Your lifespan, assuming you will live to be 80 is .00005 of the age of the universe, 13.7 billion years. If the time was compressed into 24 hours , you will have lived 1/10,000 of a second. Enjoy yourself and act responsibly. Mathus said the human race will exceed the capacity to feed itself in the 1700's. Wrong! China and india will be the super powers of the future . let them deal with it.
Go read the book "State of Fear" by Michael Crichton. Then you'll understand that we are wasting our time worrying and spending money fighting over global warming issues, when in actuality it is impossible to predict if it is really true.
Global warming is inevitable. If you think this is the first time we've had global warming you haven't taken earth science. Earth has been our current temperatures much longer than not. Since the Pre-Cambrian period, millions of years ago, earths averge temperature has been 22 degrees C. There have been three instances of ice ages,and we are just coming out of one. This is all based on paleo climatology. Those instances were supposedly caused by huge meteors hitting earth (ergo demise of the dinasaurs). We have been taking instrument measurements daily for 100 years or so. Our average is high, but I don't see how you can compare the average data of 100 against 5 millon years. The short term change of earth's temperatures might be associated with the Sun, which has hot and cold spells, and as we all know, do affect the temperatures and climate of the planet. However, we do have the means and technology to improve our environment, not because of the global warming scare, but because of our every day health. Do we need to tax people to death to do this? How much of a emergency is all this? I would say, educate and encourage, but taxing just causes the 4th "Something will happen/ and let's do something about it" scenario as far as I'm concerned. People have been starving, and so on for as long as there's been people. Humans are living longer than ever befor (unless you believe the bible and people did indeed live into their hundreds. How much do we really know about all this except from past pre-history and known history...not enough to make any assertions. I vote for letting innovation take it's course. Humans are pretty resourceful, and we don't need a bunch of radicals to make decisions for all of us.
You're going to get Political, Environmental, Political, Social, and Health problems in the other category as well. Worldwide Depression includes all of these factors....
Global Warming is a starving scientists way of scaring you into pulling out your wallet and handing him some cash... OR frighten you to vote in office a political party that will finance his research with our taxes. All while working in a non-green building that employs 1000 of non-green employers.

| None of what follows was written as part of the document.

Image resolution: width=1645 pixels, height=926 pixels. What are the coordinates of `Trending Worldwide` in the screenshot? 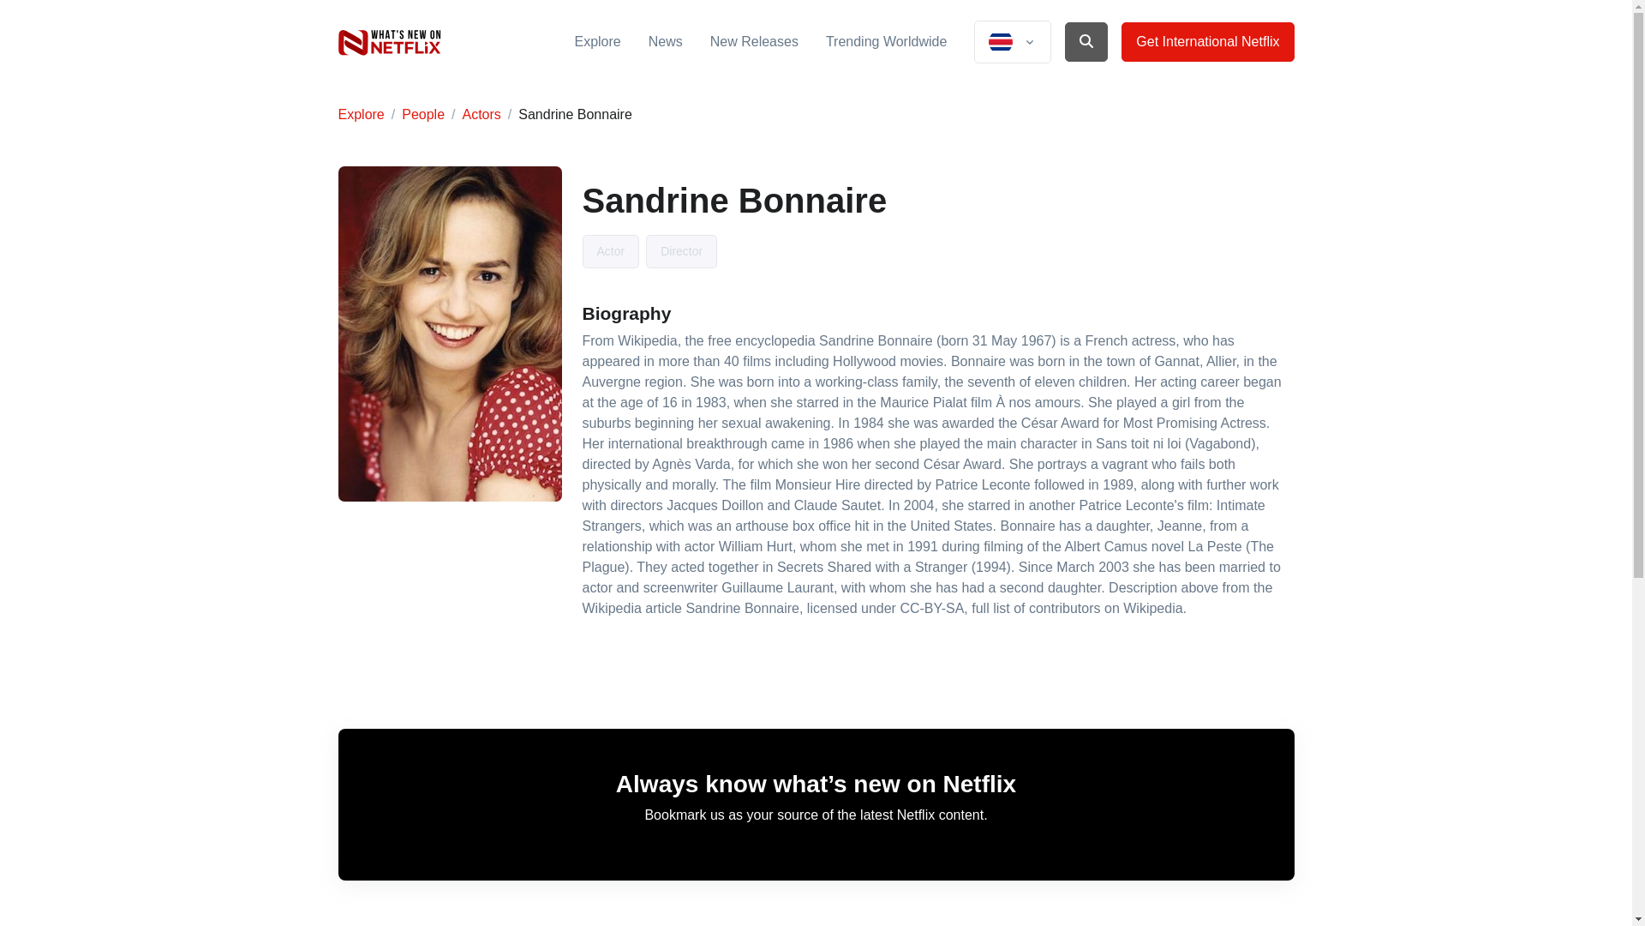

100 years of research (and really, how well was that research 100 years ago) verses 5 million plus years of this planets life. Stop hugging the trees, set down your hippy peace pipes come 4 wheeling in my polluting 1970 Dodge. OH! bring water, its getting hot outside...
Quite interesting, but there is a fault in his reasoning. His "column A" implies that things are better if we have global warming than if we don't. Surely having global warming and doing something about it, does not mean that the effects of global recession etc will not occur just because it was worth doing. Furthermore all the effects of his "column B" with global warming will not be mitigated by "column A". So the choice to be made is not between the things he says, but rather
ColA ColB
true cost catastrophe?? but
global depression not the end of the world
some irreversible damage
social change
false cost no effect :-)
global depression
social change
There is no smiley face in True A. In the end there is not much difference between True A & True B as far as society as we know it is concerned, but there is a hell of a difference between False A & False B. So you really do need to have some idea about whether global warming is true or false, otherwise you force the situation into undesirable effects.